(Dresden, Germany, 1969 - )
Europe, German
Lux combines photography and painted backdrops using Ilfochrome, a dye destruction positive-to-positive photographic process. Lux, not unlike a director holding auditions and creating scenery for a play, casts the models for her photographs, paints backgrounds by hand, and digitally assembles her compositions. Growing up in East Germany, Lux felt lucky to have been twenty years old when the Berlin Wall fell in 1989, just after she moved to Munich. She earned a degree in painting at the Academy of Visual Arts in Munich in 1996. She began experimenting with photography in 1999, using herself as a model.
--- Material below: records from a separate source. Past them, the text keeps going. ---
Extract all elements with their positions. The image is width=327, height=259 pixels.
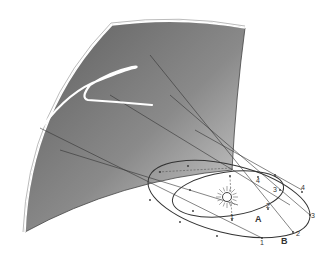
celestial-surface [25,21,245,232]
tick [301,191,303,193]
tick [189,189,191,191]
orbit-b-pos-4: 4 [301,184,305,191]
tick [216,235,218,237]
orbit-a-label: A [255,214,262,224]
tick [279,189,281,191]
orbit-a-pos-3: 3 [273,186,277,193]
tick [149,199,151,201]
orbit-b-pos-3: 3 [311,212,315,219]
tick [159,171,161,173]
tick [229,175,231,177]
tick [187,165,189,167]
orbit-b-pos-2: 2 [296,230,300,237]
diagram-svg: A B 1 2 3 4 1 2 3 4 [0,0,327,259]
orbit-a-pos-1: 1 [230,213,234,220]
tick [274,174,276,176]
diagram-canvas: A B 1 2 3 4 1 2 3 4 [0,0,327,259]
tick [292,231,294,233]
sun-icon [216,186,238,208]
orbit-a-pos-2: 2 [266,202,270,209]
tick [192,210,194,212]
orbit-b-label: B [281,236,288,246]
orbit-b-pos-1: 1 [260,239,264,246]
orbit-a-pos-4: 4 [256,177,260,184]
tick [179,221,181,223]
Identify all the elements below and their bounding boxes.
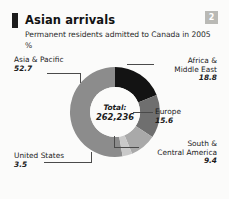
slice-label-africa-middle-east-value: 18.8 [155,74,217,83]
chart-plot-area: Total: 262,236 Asia & Pacific 52.7 Afric… [0,52,229,199]
slice-label-africa-middle-east: Africa & Middle East 18.8 [155,57,217,83]
figure-number-badge: 2 [205,11,218,24]
leader-line-south-central-vert [114,136,115,148]
slice-label-europe-value: 15.6 [155,117,217,126]
chart-figure: Asian arrivals Permanent residents admit… [0,0,229,199]
slice-label-south-central-america-value: 9.4 [141,157,217,166]
slice-label-europe: Europe 15.6 [155,108,217,125]
leader-line-africa [127,64,154,65]
chart-header: Asian arrivals Permanent residents admit… [0,0,229,52]
title-accent-bar [12,13,18,28]
leader-line-europe [133,112,153,113]
leader-line-asia-pacific-vert [80,73,81,83]
page-title: Asian arrivals [25,13,115,27]
leader-line-united-states-vert [91,152,92,163]
slice-label-asia-pacific: Asia & Pacific 52.7 [14,56,63,73]
slice-label-united-states-value: 3.5 [14,161,64,170]
slice-label-united-states: United States 3.5 [14,152,64,169]
slice-label-south-central-america: South & Central America 9.4 [141,140,217,166]
chart-subtitle: Permanent residents admitted to Canada i… [25,30,211,39]
slice-label-asia-pacific-value: 52.7 [14,65,63,74]
leader-line-south-central [114,147,139,148]
chart-unit-label: % [25,41,32,50]
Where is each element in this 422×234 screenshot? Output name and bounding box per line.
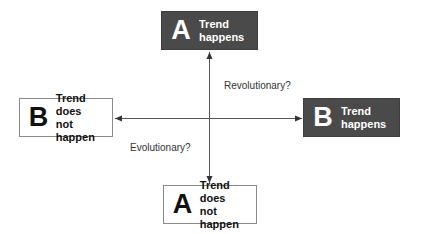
node-right-trend-happens: B Trend happens bbox=[303, 98, 400, 137]
node-label: Trend does not happen bbox=[200, 179, 256, 231]
node-label-line2: happens bbox=[199, 31, 244, 44]
node-label: Trend happens bbox=[199, 18, 244, 44]
node-label-line1: Trend bbox=[341, 105, 386, 118]
node-label-line2: not happen bbox=[56, 118, 112, 144]
caption-evolutionary: Evolutionary? bbox=[130, 142, 191, 153]
caption-revolutionary: Revolutionary? bbox=[224, 80, 291, 91]
scenario-letter: A bbox=[171, 191, 194, 218]
node-left-trend-does-not-happen: B Trend does not happen bbox=[19, 98, 113, 137]
node-label-line2: happens bbox=[341, 118, 386, 131]
node-label: Trend does not happen bbox=[56, 92, 112, 144]
node-label-line1: Trend does bbox=[56, 92, 112, 118]
scenario-letter: B bbox=[27, 104, 50, 131]
scenario-letter: B bbox=[311, 104, 335, 131]
node-label-line1: Trend does bbox=[200, 179, 256, 205]
node-bottom-trend-does-not-happen: A Trend does not happen bbox=[163, 185, 257, 224]
scenario-letter: A bbox=[169, 17, 193, 44]
node-top-trend-happens: A Trend happens bbox=[161, 11, 258, 50]
node-label-line2: not happen bbox=[200, 205, 256, 231]
node-label-line1: Trend bbox=[199, 18, 244, 31]
node-label: Trend happens bbox=[341, 105, 386, 131]
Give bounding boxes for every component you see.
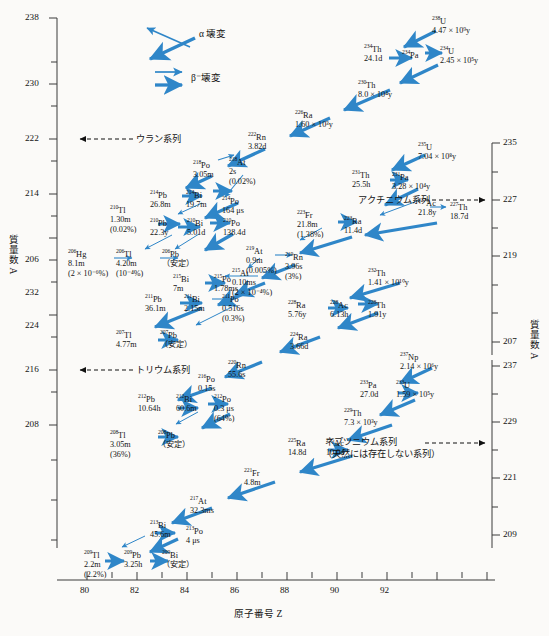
mass-number: 207 [160,329,168,335]
half-life: 3.05m [110,440,131,450]
nuclide-ra223: 223Ra11.4d [344,214,362,236]
mass-number: 221 [244,467,252,473]
nuclide-symbol: 223Fr [297,211,313,220]
y-left-tick-216: 216 [25,364,39,374]
nuclide-symbol: 238U [432,17,446,26]
mass-number: 238 [432,15,440,21]
y-right-tick-219: 219 [503,250,517,260]
nuclide-symbol: 210Tl [110,206,126,215]
mass-number: 223 [344,215,352,221]
mass-number: 233 [396,379,404,385]
mass-number: 216 [198,373,206,379]
nuclide-ac225: 225Ac10.0d [326,436,344,458]
decay-chain-figure: α 壊変 β⁻壊変 ウラン系列 アクチニウム系列 トリウム系列 ネプツニウム系列… [0,0,549,636]
y-right-tick-229: 229 [503,416,517,426]
nuclide-symbol: 213Bi [150,521,166,530]
nuclide-symbol: 210Bi [187,219,203,228]
x-tick-88: 88 [280,585,289,595]
nuclide-symbol: 214Pb [150,191,167,200]
half-life: 25.5h [352,180,370,190]
nuclide-symbol: 212Bi [176,395,192,404]
nuclide-th227: 227Th18.7d [450,200,468,222]
mass-number: 210 [110,204,118,210]
half-life: 10.64h [138,404,161,414]
legend-beta-label: β⁻壊変 [191,70,221,84]
mass-number: 222 [248,131,256,137]
nuclide-th231: 231Th25.5h [352,168,370,190]
half-life: 1.60 × 10³y [295,120,333,130]
nuclide-symbol: 227Ac [418,199,436,208]
half-life: 19.7m [186,200,207,210]
mass-number: 212 [138,393,146,399]
nuclide-symbol: 232Th [368,269,385,278]
mass-number: 213 [186,525,194,531]
nuclide-ra228: 228Ra5.76y [288,298,306,320]
y-left-tick-232: 232 [25,287,39,297]
nuclide-symbol: 220Rn [228,361,246,370]
nuclide-u238: 238U4.47 × 10⁹y [432,14,470,36]
nuclide-tl210: 210Tl1.30m(0.02%) [110,203,137,235]
mass-number: 213 [150,519,158,525]
left-axis-ticks [49,18,57,540]
nuclide-ac228: 228Ac6.13h [330,298,348,320]
nuclide-pa234: 234Pa [402,48,418,60]
mass-number: 215 [214,273,222,279]
y-left-tick-224: 224 [25,320,39,330]
legend-beta-arrows [155,72,182,85]
nuclide-po216: 216Po0.15s [198,372,216,394]
x-tick-92: 92 [380,585,389,595]
nuclide-hg206: 206Hg8.1m(2 × 10⁻⁶%) [68,247,108,279]
nuclide-th230: 230Th8.0 × 10⁴y [358,78,392,100]
mass-number: 207 [116,329,124,335]
mass-number: 230 [358,79,366,85]
nuclide-symbol: 234Pa [402,51,418,60]
x-tick-86: 86 [230,585,239,595]
nuclide-po215: 215Po1.78ms [214,272,238,294]
half-life: 0.516s [222,304,245,314]
nuclide-symbol: 212Po [214,395,231,404]
nuclide-symbol: 223Ra [344,217,361,226]
nuclide-np237: 237Np2.14 × 10⁶y [400,350,438,372]
mass-number: 208 [158,429,166,435]
mass-number: 210 [187,217,195,223]
mass-number: 211 [184,293,192,299]
nuclide-bi210: 210Bi5.01d [187,216,205,238]
half-life: 5.01d [187,228,205,238]
half-life: 3.66d [290,342,308,352]
nuclide-po213: 213Po4 μs [186,524,203,546]
nuclide-u234: 234U2.45 × 10⁵y [440,44,478,66]
half-life: 3.05m [193,170,214,180]
mass-number: 229 [344,407,352,413]
y-left-tick-222: 222 [25,133,39,143]
half-life: 32.3ms [190,506,214,516]
nuclide-symbol: 215Po [214,275,231,284]
branch-percent: (3%) [285,272,303,282]
y-right-tick-207: 207 [503,336,517,346]
nuclide-symbol: 221Fr [244,469,260,478]
nuclide-symbol: 206Hg [68,250,86,259]
x-tick-84: 84 [180,585,189,595]
half-life: 18.7d [450,212,468,222]
nuclide-symbol: 208Tl [110,431,126,440]
nuclide-th228: 228Th1.91y [368,298,386,320]
y-right-tick-209: 209 [503,529,517,539]
half-life: 10.0d [326,448,344,458]
nuclide-u235: 235U7.04 × 10⁸y [418,140,456,162]
nuclide-symbol: 208Pb [158,431,175,440]
nuclide-ac227: 227Ac21.8y [418,196,436,218]
nuclide-pb214: 214Pb26.8m [150,188,171,210]
nuclide-u233: 233U1.59 × 10⁵y [396,378,434,400]
legend-alpha-arrows [147,28,195,59]
mass-number: 228 [288,299,296,305]
nuclide-symbol: 237Np [400,353,418,362]
x-tick-80: 80 [80,585,89,595]
half-life: 4.77m [116,340,137,350]
x-axis-title: 原子番号 Z [234,606,282,620]
half-life: 6.13h [330,310,348,320]
mass-number: 234 [402,49,410,55]
nuclide-symbol: 228Ra [288,301,305,310]
half-life: 0.3 μs [214,404,234,414]
branch-percent: (10⁻⁴%) [116,269,143,279]
half-life: （安定） [162,259,194,269]
nuclide-tl208: 208Tl3.05m(36%) [110,428,131,460]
After developing her technique of combining photography, computer manipulation, ilfochrome printing, and painting, she moved away from self-portraiture and instead, began photographing her friends’ children. Lux had her first show in 2004 at the Yossi Milo Gallery, New York City. The show received glowing reviews and garnered Lux an enormity of publicity. After her 2004 breakout, there was a huge demand for her work and less than a year later, she received the Infinity Award for Art from the International Center of Photography. Lux continues to produce work from her studio in Monaco, Germany but by and large, chooses to remain out of the limelight. Lux has had substantial exhibitions in Munich, Amsterdam, and New York. In 2004, Yossi Milo Gallery in New York held Lux’s first solo exhibition in the United States, “Loretta Lux.” Her work has been critiqued in Aperture, ArtForum, the New York Times, Village Voice, The New Yorker and Frieze. The Solomon R. Guggenheim Museum in New York, San Francisco Museum of Art, Art Institute of Chicago, Israel Museum, Jerusalem, and several other museums are home to her photographs.